Mentors andFriends
In his memoirs, Corden (2018: 102) singles out Harry Johnson as his second great mentor after James Meade and calls him his ‘Patron Saint'. Indeed, as we shall see below, Johnson was the key figure behind Corden going to Oxford.
There was a vintage crop of graduate students at LSE when Corden was there. He made several close friends whose subsequent work had an impact on his own research. In Corden (ibid.: 104-106), he singles out Kelvin Lancaster, Richard Lipsey and Tad Rybczynski. The famous Lipsey and Lancaster (1956-1957) paper on second-best theory had a major impact on Corden (see Corden 1974, 1997a). Rybczynski, as every student of international economics knows, gave his name to one of the canonical theorems of the Heckscher-Ohlin-Samuelson model, and it has featured prominently in several of Corden's papers.
John Black became another invaluable friend. Corden met him through the Oxford-Cambridge-LSE seminar at a time when Black was a student at Nuffield College, Oxford. Black read many of Corden's writings while they were being drafted. In his memoirs, Corden credits Black with saving him from numerous errors (see Corden 2018: 103-104).
During this period, LSE attracted several outstanding students from abroad who later achieved renown in international economics. These students were drawn to the School by the possibility of working with Meade. They included Peter Kenen, Richard Cooper and Robert Mundell (a future Nobel Prize winner in Economics). All became close friends of Corden.
When his British Council scholarship expired, Corden joined the National Institute of Economic and Social Research (NIESR) as a Research Fellow for two years. Together with Margaret Hemming, he published a theoretical paper on import controls as an instrument to influence the balance of payments (see Hemming and Corden 1958).
This paper, in turn, served as the genesis of a much more widely cited paper of Corden's via a diagram showing how countries could achieve internal and external balance through a combination of expenditure-switching and expenditure-reducing policies (see Corden 1960). The diagram in question was the Swan diagram with its so- called four zones of economic unhappiness, where the twin objectives of internal and external balance are not achieved (see Swan 1955). Corden also highlighted the fact that a similar diagram was developed by Salter (1959) which showed how an economy's production and consumption of traded and non-traded goods could vary in response to relative price changes.[178] Combining these two diagrams yields the Salter-Swan model of internal and external balance which has subsequently been much used to analyse numerous issues in international economics. Corden (1960) can rightly claim credit for popularising this model.During this period in London, Corden married his fiancee Dorothy (nee Martin) whom he had met in Melbourne and who had followed him to England. Dorothy was a wonderful person, charming and kind, a committed Anglophile and the perfect life companion for Max.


#### Brief:
Search the listing for the string "pixels". Copy every line that has it.

#### Given data:
....

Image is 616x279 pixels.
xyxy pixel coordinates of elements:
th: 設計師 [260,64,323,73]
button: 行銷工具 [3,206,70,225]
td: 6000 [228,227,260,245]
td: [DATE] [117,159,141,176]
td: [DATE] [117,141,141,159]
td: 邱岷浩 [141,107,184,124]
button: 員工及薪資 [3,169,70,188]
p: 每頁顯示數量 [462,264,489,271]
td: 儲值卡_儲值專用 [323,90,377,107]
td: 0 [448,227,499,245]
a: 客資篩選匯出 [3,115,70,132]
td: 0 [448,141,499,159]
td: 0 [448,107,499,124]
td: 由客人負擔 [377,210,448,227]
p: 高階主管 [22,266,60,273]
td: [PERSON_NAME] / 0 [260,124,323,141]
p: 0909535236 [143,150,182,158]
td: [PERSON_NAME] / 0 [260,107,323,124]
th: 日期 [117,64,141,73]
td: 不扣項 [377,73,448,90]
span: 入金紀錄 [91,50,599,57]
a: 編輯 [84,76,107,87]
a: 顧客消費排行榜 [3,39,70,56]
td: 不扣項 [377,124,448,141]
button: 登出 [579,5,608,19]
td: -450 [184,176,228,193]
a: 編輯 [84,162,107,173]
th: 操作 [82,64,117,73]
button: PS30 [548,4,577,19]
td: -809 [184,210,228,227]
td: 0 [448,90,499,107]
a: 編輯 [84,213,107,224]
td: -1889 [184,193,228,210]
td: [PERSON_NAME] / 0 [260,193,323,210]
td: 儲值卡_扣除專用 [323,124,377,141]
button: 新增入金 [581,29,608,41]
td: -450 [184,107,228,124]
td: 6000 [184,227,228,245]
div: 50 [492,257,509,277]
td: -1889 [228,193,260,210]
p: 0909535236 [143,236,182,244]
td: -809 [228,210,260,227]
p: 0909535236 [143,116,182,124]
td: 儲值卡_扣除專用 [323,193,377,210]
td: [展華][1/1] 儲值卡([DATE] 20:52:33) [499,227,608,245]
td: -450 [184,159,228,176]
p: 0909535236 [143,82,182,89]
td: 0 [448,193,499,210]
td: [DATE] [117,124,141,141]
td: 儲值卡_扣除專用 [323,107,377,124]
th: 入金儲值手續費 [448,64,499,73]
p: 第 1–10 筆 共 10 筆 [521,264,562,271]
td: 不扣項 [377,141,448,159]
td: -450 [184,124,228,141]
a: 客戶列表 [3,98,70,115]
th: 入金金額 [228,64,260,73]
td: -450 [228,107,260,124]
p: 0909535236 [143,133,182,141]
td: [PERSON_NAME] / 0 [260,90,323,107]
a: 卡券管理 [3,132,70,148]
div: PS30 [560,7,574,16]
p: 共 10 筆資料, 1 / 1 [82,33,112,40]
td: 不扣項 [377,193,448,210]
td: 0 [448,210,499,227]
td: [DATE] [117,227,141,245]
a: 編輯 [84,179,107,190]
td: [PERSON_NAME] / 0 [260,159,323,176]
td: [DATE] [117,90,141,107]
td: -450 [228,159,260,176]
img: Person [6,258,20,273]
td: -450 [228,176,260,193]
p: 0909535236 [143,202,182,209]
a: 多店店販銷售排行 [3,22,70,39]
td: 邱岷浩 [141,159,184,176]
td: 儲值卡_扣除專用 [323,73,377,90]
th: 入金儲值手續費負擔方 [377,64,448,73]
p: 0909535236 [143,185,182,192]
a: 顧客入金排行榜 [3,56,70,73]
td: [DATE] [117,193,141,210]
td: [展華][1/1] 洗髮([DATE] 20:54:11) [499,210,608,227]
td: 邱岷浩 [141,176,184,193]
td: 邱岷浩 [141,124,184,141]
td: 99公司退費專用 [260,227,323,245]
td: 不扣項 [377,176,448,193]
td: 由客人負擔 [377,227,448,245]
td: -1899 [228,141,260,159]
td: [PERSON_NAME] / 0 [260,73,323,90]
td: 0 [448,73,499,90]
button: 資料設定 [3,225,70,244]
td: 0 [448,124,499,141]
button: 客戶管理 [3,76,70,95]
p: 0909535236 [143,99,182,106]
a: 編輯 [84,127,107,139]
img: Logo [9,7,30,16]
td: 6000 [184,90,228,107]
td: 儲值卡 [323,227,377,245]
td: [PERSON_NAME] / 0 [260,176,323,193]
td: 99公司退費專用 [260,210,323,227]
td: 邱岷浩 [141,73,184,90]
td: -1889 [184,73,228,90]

....

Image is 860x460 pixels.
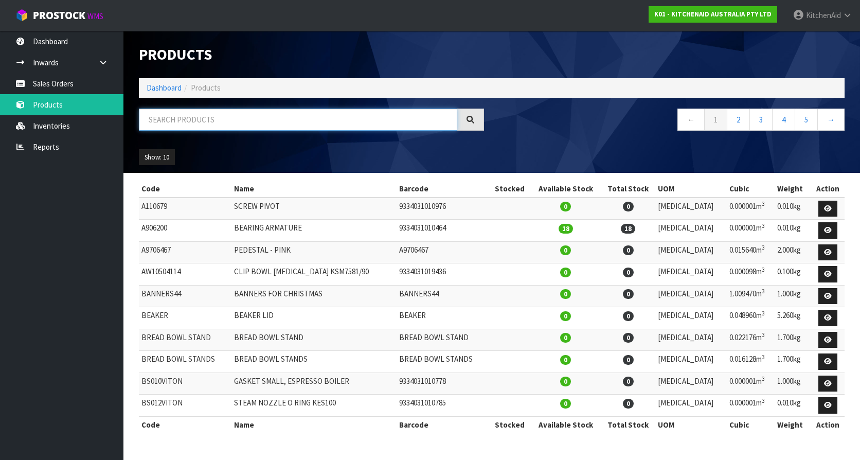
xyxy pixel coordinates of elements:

....

#### Written answer:
Image is 616x279 pixels.
Image is 860x460 pixels.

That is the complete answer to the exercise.